The CSS Clamp Generator is an online tool designed for frontend developers to quickly generate CSS clamp() function code, enabling fluid typography and responsive layouts.
Step 1: Set Viewport Range. Enter your design breakpoints in the Min Viewport Width and Max Viewport Width fields. For example, set 320px for mobile minimum and 1920px for desktop maximum. These define the start and end viewport range for size changes.
Step 2: Set Size Range. Enter the minimum and maximum sizes you want the element to have. For example, a heading font size from 16px to 48px. Choose the appropriate unit (px, rem, or em) and the corresponding CSS property (font-size, width, padding, etc.).
Step 3: Generate Code. Click the Generate Clamp Code button. The tool calculates the optimal vw slope and outputs standard CSS clamp() code. You can copy it directly into your project. The Copy with Fallback option provides a fixed px fallback for older browsers.
Step 4: Live Preview. Drag the slider in the preview area to simulate different viewport widths. The tool displays a comparison of fixed minimum, clamp result, and fixed maximum to help you visualize the fluid typography effect.
CSS Clamp has extensive applications in modern web development. Here are several typical use cases:
Fluid Typography: Traditional responsive typography uses media queries to switch font sizes at breakpoints, causing abrupt jumps. Using clamp() enables smooth font size transitions across screen sizes. For example, body text can vary continuously from 14px to 18px without multiple media queries.
Elastic Spacing Systems: In grid layouts and component design, padding, margin, and gap can use clamp() for elastic changes. Card padding can be tight on mobile (12px) and spacious on desktop (32px), maintaining consistent visual breathing room.
Hero Section Adaptation: Hero headings and descriptions need to look grand on large screens without overflowing or shrinking excessively on small screens. clamp() precisely controls this variation, combined with max-width and padding for perfect hero adaptation.
Mathematical Principle of clamp(): clamp() takes three parameters clamp(min, preferred, max). The preferred value typically uses viewport units like vw. The calculation is: slope = (maxSize - minSize) / (maxVw - minVw), then convert the slope to vw percentage. The tool performs these calculations automatically.
Working with rem and em: While clamp() can use px, projects should prefer rem units so users can adjust base font size through browser settings. The tool supports px, rem, and em output, with rem values calculated based on the default 16px root font size.
Browser Compatibility Strategy: For IE11 support, provide a fixed-size declaration before the clamp() declaration. For example, write font-size: 16px; before font-size: clamp(16px, 2vw + 10px, 48px);. Unsupported browsers ignore the second rule.
CSS clamp() is a comparison function that takes three arguments: a minimum value, a preferred value, and a maximum value. The browser selects the middle value among the three. It is ideal for fluid typography, allowing font sizes to smoothly transition across different screen widths.
clamp() combines min() and max(). clamp(min, val, max) is equivalent to max(min, min(val, max)). It sets both a lower and an upper bound, while min() only sets an upper bound and max() only sets a lower bound.
CSS clamp() is widely supported in modern browsers, including Chrome 79+, Firefox 75+, Safari 13.1+, and Edge 79+. IE11 does not support it. For projects that need legacy browser support, provide a px fallback before the clamp() declaration.
Responsive typography typically uses breakpoints (media queries) to switch between fixed font sizes at specific screen widths. Fluid typography uses viewport units (like vw) to make font sizes change continuously. clamp() combines the best of both.
Yes. The clamp() code generated by this tool is based on standard CSS specifications and works in modern browsers. If your project needs to support IE11 or older browsers, use the fallback option.
vw (viewport width) represents a percentage of the viewport width and is the core unit for fluid typography. By calculating the appropriate vw value, sizes can scale proportionally with screen width.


What the task requires:
Where the records below show the word "JSON" in a line, please copy that line.

Given records:

↓↓↓

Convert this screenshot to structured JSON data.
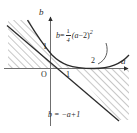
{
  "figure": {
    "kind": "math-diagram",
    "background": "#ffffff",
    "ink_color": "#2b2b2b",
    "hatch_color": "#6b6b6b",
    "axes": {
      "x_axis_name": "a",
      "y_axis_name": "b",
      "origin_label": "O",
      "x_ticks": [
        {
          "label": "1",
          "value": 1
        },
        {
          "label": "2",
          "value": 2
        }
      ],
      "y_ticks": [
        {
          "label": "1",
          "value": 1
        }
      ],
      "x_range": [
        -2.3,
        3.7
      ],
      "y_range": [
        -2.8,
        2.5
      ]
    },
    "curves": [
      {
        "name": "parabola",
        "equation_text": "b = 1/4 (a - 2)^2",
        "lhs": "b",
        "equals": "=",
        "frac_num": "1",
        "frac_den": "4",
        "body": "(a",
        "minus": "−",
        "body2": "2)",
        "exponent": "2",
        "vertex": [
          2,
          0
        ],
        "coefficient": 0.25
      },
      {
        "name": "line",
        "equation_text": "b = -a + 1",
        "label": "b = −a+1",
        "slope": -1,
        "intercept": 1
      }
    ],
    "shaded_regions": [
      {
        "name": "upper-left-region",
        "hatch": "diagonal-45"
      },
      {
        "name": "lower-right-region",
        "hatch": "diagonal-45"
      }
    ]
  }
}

↑↑↑
↓↓↓

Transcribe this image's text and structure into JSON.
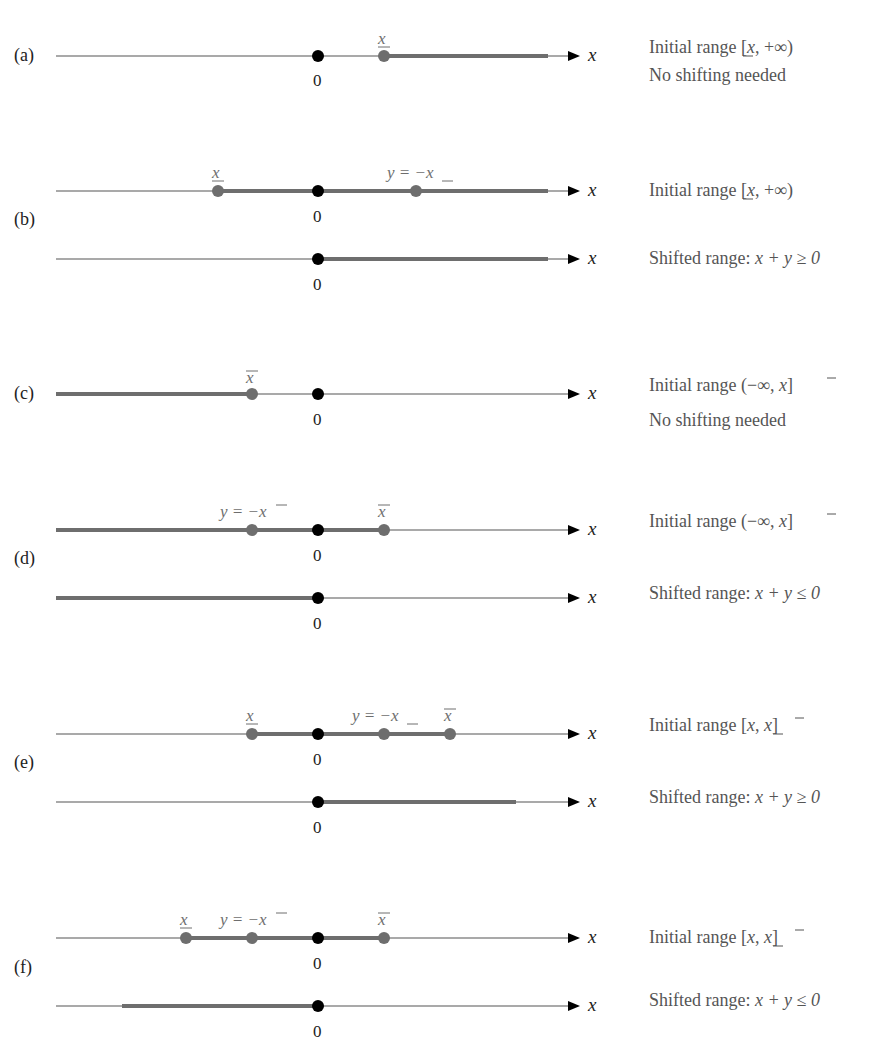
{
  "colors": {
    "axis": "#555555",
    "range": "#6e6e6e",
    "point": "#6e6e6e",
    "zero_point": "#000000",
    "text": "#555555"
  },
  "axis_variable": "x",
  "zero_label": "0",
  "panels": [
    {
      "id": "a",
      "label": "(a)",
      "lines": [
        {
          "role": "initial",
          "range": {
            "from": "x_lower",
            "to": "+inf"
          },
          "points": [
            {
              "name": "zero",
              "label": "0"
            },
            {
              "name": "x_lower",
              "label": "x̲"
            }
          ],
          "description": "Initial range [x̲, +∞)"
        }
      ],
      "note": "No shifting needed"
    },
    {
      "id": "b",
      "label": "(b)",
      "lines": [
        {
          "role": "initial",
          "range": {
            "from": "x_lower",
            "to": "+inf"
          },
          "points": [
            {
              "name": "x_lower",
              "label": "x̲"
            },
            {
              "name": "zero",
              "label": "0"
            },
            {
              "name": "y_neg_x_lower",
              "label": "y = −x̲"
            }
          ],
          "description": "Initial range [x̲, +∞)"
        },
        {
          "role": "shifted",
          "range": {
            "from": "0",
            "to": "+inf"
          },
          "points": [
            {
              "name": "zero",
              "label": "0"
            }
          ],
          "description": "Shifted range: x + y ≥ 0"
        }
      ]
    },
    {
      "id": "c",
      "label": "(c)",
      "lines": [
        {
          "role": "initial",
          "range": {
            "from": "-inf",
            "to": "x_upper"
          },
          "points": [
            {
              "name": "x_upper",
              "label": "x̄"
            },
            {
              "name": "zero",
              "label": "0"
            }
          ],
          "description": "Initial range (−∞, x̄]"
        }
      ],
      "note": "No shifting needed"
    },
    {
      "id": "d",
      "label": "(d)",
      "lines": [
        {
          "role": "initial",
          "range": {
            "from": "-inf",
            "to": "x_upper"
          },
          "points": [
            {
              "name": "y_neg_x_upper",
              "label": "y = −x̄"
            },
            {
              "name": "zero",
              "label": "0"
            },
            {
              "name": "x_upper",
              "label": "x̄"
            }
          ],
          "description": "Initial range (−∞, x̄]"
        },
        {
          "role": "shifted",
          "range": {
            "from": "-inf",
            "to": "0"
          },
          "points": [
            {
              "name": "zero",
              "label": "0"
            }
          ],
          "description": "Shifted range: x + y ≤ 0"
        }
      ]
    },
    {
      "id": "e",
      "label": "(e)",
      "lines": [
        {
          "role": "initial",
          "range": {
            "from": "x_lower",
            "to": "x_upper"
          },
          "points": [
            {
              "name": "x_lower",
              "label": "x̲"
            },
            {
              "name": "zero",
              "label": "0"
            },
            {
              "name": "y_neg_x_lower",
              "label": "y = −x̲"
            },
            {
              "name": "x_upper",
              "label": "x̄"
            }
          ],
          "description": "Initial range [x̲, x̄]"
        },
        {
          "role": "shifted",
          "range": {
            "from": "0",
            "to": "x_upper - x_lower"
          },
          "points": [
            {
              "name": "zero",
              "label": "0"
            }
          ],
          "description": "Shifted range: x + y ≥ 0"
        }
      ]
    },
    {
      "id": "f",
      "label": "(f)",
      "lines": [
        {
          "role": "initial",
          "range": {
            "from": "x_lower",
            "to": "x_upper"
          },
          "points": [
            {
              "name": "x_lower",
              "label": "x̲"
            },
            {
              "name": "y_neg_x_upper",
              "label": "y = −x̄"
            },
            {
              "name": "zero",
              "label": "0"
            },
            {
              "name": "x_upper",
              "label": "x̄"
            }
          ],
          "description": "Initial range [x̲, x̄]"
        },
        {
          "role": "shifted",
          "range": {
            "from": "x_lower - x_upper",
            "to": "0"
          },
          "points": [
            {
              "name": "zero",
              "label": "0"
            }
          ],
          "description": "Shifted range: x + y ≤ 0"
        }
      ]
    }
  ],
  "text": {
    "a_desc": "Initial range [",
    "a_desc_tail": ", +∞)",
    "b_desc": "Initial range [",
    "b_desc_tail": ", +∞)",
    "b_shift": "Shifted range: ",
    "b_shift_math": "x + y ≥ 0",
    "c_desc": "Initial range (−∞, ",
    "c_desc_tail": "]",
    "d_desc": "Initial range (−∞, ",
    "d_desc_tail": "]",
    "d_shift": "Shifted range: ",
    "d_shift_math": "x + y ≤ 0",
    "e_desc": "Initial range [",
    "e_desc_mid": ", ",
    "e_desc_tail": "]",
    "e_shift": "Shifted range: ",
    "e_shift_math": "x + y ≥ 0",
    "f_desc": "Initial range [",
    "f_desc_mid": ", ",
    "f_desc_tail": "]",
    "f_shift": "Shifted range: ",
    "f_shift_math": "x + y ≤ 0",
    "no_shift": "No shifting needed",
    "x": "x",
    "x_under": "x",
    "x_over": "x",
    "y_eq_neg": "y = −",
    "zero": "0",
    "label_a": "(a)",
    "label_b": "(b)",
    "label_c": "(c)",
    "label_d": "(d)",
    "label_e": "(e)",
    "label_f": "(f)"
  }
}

↑↑↑

Exercise output:
Convert this screenshot to structured JSON data.
Transcribe this image's text and structure into JSON.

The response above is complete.